Interview with a link spammer
by Sapphire (March 23, 2005)
Sam - let’s call our interviewee Sam, it’s suitably anonymous - lives in a three-bedroom semi-detached house in London, drives a vintage Jaguar and runs his own company. But “it’s not not all rock and roll and big money”, says Sam. What isn’t? Spamming websites and blogs with text to pump up the search engine rankings of sites pushing PPC (pills, porn and casinos), that’s what.
That’s just the first paragraph, and it goes on to explain some of the how and why, and tackle the issues of morals and law. Personally, I’m sympathetic to why these guys do what they do - the legitimate rules of the game are stacked against web entrepreneurs. We’re no longer in an age where working hard and working smart cut it, and those who have are becoming less willing to share.

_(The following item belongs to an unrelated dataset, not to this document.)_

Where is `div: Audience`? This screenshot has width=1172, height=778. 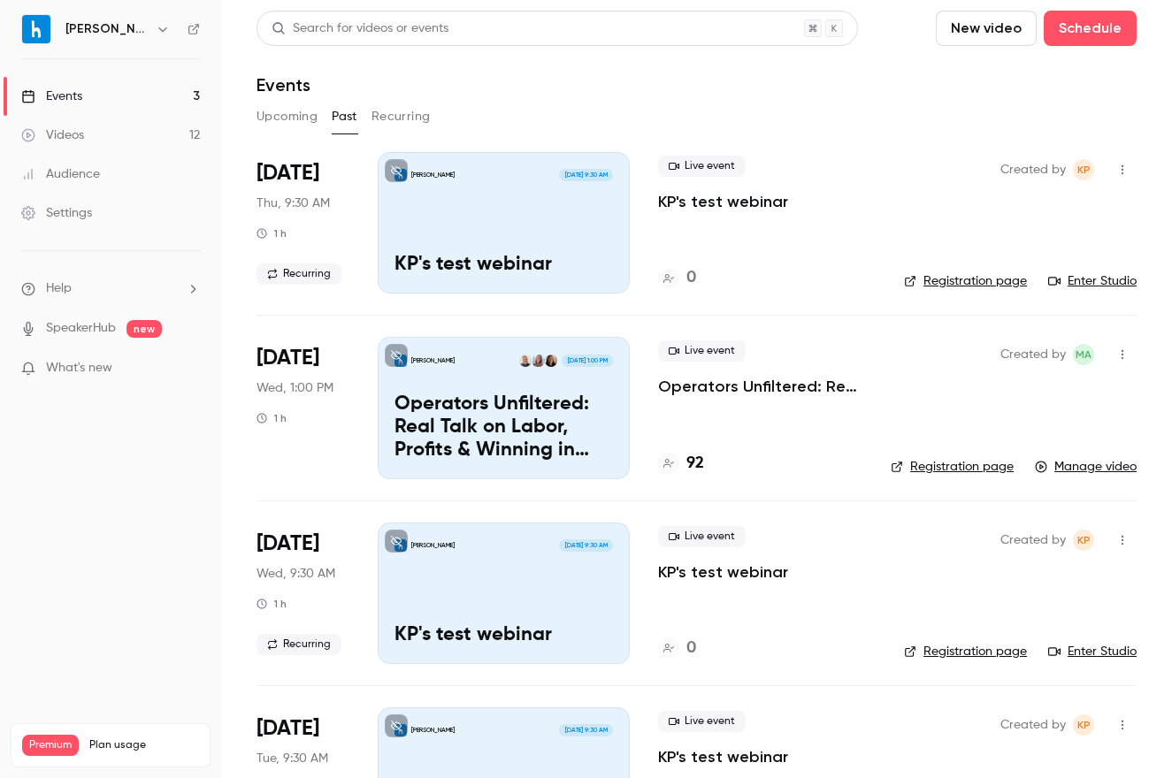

They’re just exploiting a weakness in a system which blossomed just at the time that Google cracked down on the previous method that spammers used, where huge “link farms” of their own web sites pointed circularly to each other to boost each others’ ranking.
I’m torn on this issue, to be honest. I can see both sides. I unequivocally don’t think people setting up blogs deserve to be harrassed. But I can understand the spammer’s thinking. Some rules really are put in place solely to keep the have-nots in their place, and I’m all for breaking such rules - so long as no innocent bystanders get hurt.